No wonder
It's been a very bad year
Several months ago, I got an offputting phone message from a West Coast
publicist asking me whether I wished to be part of the Wonder Boys
reissue campaign. Huh? The last time I looked, I was a film critic, which
means I'm not supposed to be a PR recruit for any official movie publicity. But
Wonder Boys? It's a symptom of how pathetic Hollywood pictures are this
year that this tepid Michael Douglas vehicle, which opened and faltered in the
spring, has been re-released this late fall with grandiose hopes of Academy
Award nominations.
How woeful is 2000? How about: the worst in the 85-year history of Hollywood.
Through the first 10 and a half months of the year, there has not been a single
studio movie that I would classify as "very good," the Phoenix
equivalent of ***1/2. As for long-lasting classics -- is there any Hollywood
movie from 2000 that will be watched with great enjoyment 50 years hence, like
such classy, popular entertainments from 1950 as Joseph Mankiewicz's All
About Eve, Billy Wilder's Sunset Boulevard, John Huston's The
Asphalt Jungle, Vincent Minnelli's Father of the Bride, and George
Cukor's Born Yesterday? Or is there a single quirky cult item to be
culled from homogenized Hollywood 2000? Film freaks still find excitement in
these peculiar, original studio works from 1950: John Ford's Wagonmaster
and Rio Grande, Otto Preminger's Where the Sidewalk Ends, Anthony
Mann's Winchester 73 and The Furies, Nicholas Ray's In a
Lonely Place, Jules Dassin's Night and the City.
Pardon my laborious listmaking, but these are just a few titles out of several
dozen meritorious Hollywood pictures from 1950. Half a century later, these
films remain compelling entertainments, each more wonderful than Wonder
Boys.
A footnote: several weeks ago, the Globe's Jay Carr and I both spoke at
a screening of the Iranian film A Time for Drunken Horses. Although we
obviously see movies quite differently, Jay and I agreed that this year's crop
of low-budget films from severely censored Iran (at the Museum of Fine Arts
through December 2 -- see last week's Phoenix Arts section) more than
challenges the multi-million-dollar product out of Hollywood, Land of the Free.
Explain that.
I HAVE A SOFT SPOT for all documentaries about radical history, so I
can't help raising a fist for Helen Garvy's Rebels with a Cause (at the
Harvard Film Archive this weekend, November 17-19), a partisan history of
Students for a Democratic Society (SDS) that is, unfortunately, almost all
talking heads (though interesting talking heads) and too-familiar stock footage
from other 1960s nonfiction works about the civil-rights and anti-war
movements. This era predated the Age of Ubiquitous Video, so 16mm cameras were
not rolling at Port Huron, Michigan, in 1962, when several dozen idealistic
college students drafted the legendary Port Huron Statement, an amazing
blueprint call for an egalitarian, anti-racist, anti-militarist utopia, a kind
of neo-Declaration of Independence for American youth. Or at the SDS conference
of 1969, when the organization unraveled in the harsh battle between those who
favored continued non-violence in combatting the War in Vietnam and the small
cadre of militants who decided to bring the war home with a second front, an
armed struggle in the streets of the USA?
In between SDS had its best years, organizing the poor in a half-dozen American
cities, combatting the draft, bringing thousands to Washington for the first
march against the Vietnam War, and, in the process, growing to 100,000 members
on a hundred campuses. The SDS years are discussed with vigor and humor and
still-adhering political conviction by a dozen or so SDS veterans who are
probably now in their mid 50s, Radical Hall of Famers: Tom Hayden, later
California legislator and famously entwined with Jane Fonda; the brilliant
writer Todd Gitlin; one Carl Oglesby, a one-time Bostonian and probably the
most extraordinary political orator I've ever heard; and Bernardine Dohrn, in
her fiery, monogamy-smashing Weather Underground days the closest the American
far left has ever come to having a poster girl.
Filmmaker Helen Garvy (who'll be at the HFA this weekend) is an SDS vet also,
and she appears on camera, still bursting with energy and left-wing fervor,
though she's as white-haired as Barbara Bush. She's a walking message for her
message: SDS's '60s legacy marches on.
RIP. Ring Lardner Jr., 85, Hollywood screenwriter, whose sterling
credits include Woman of the Year (1942), M*A*S*H (1970), and the
underrated The Greatest (1977), the bio of Muhammad Ali. He spent nine
courageous months in jail in 1950 for refusing to testify before HUAC, as one
of the so-called Hollywood Ten. The nice one, as many of that group of studio
leftists were, post-prison, notoriously abrasive. I can testify to Lardner's
gentlemanliness: when we visited a Cuban beach during the Havana Film Festival
years ago, he patiently taught me to snorkle.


== WHAT IS BEING ASKED ==
Repeat the records in full and exactly, omitting pictures.

■ ■ ■ ■ ■ ■ ■

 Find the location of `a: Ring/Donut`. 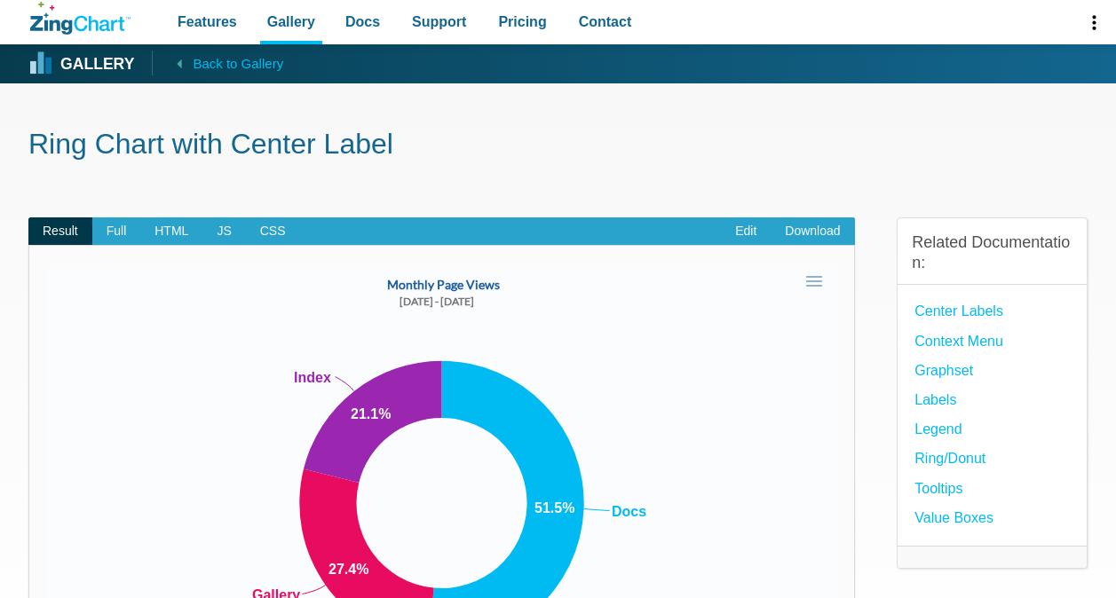

a: Ring/Donut is located at coordinates (950, 458).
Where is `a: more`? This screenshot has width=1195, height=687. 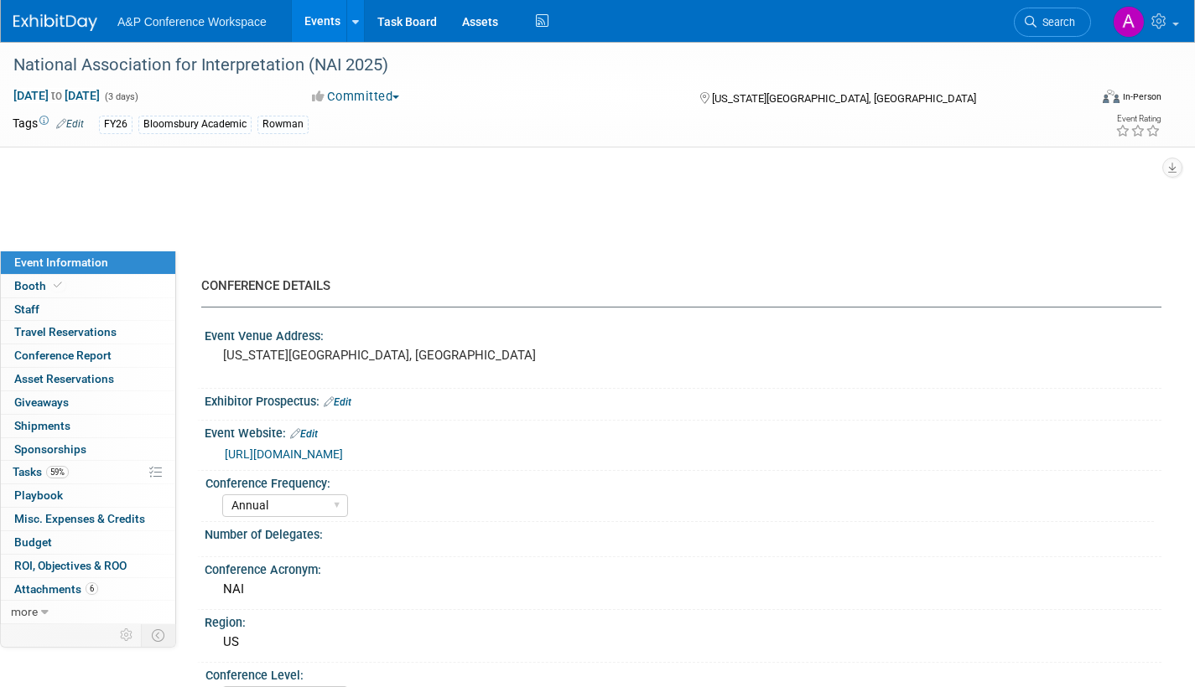
a: more is located at coordinates (88, 612).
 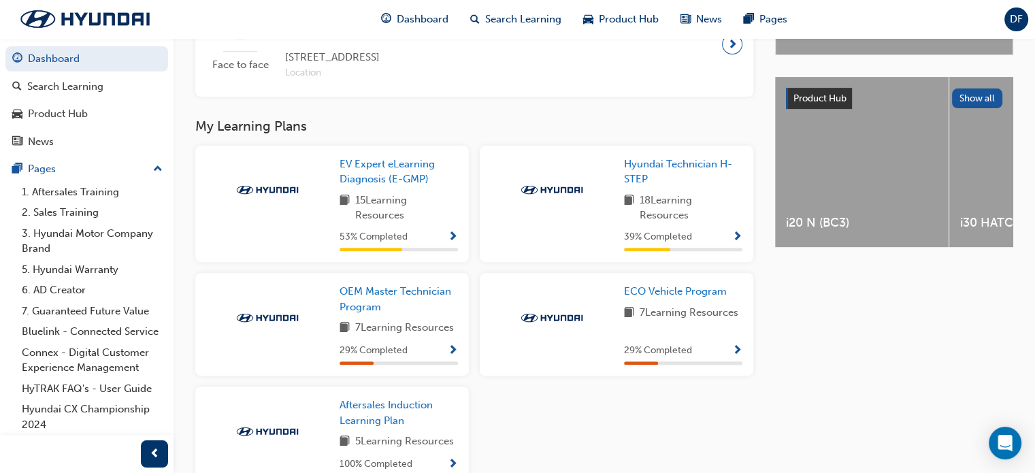 What do you see at coordinates (387, 171) in the screenshot?
I see `span: EV Expert eLearning Diagnosis (E-GMP)` at bounding box center [387, 171].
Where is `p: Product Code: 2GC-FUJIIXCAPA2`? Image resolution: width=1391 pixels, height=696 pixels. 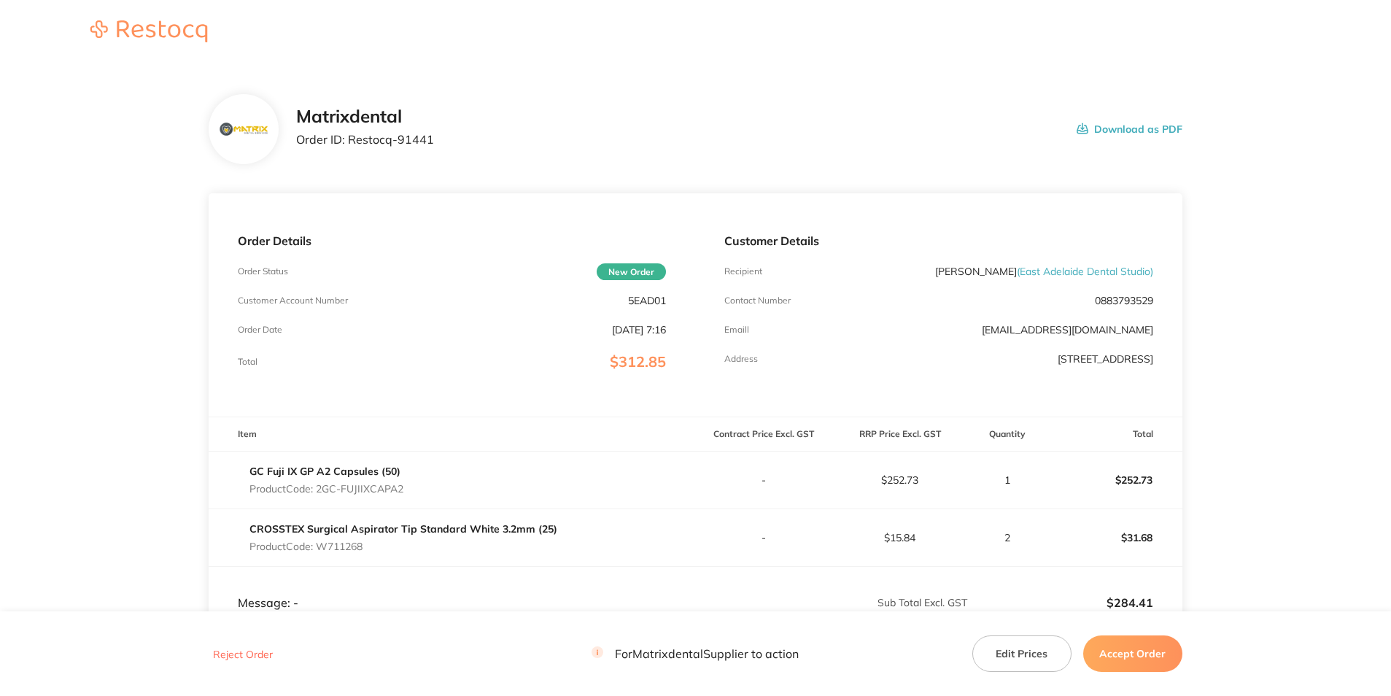
p: Product Code: 2GC-FUJIIXCAPA2 is located at coordinates (326, 489).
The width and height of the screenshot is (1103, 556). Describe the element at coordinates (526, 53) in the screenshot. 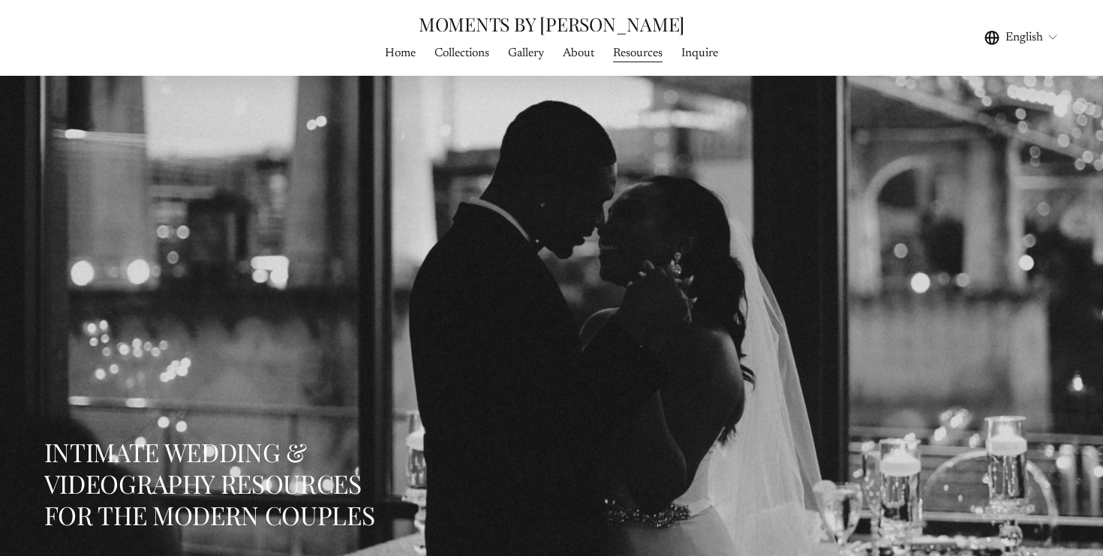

■ ■ ■ ■ ■ ■ ■

== EXERCISE SOLUTION ==
 Find the location of `a: Ring/Donut`. 

a: Ring/Donut is located at coordinates (950, 458).
Where is `a: more`? This screenshot has width=1195, height=687. 
a: more is located at coordinates (88, 612).
  What do you see at coordinates (387, 171) in the screenshot?
I see `span: EV Expert eLearning Diagnosis (E-GMP)` at bounding box center [387, 171].
Where is `p: Product Code: 2GC-FUJIIXCAPA2`? Image resolution: width=1391 pixels, height=696 pixels. 
p: Product Code: 2GC-FUJIIXCAPA2 is located at coordinates (326, 489).
The width and height of the screenshot is (1103, 556). Describe the element at coordinates (526, 53) in the screenshot. 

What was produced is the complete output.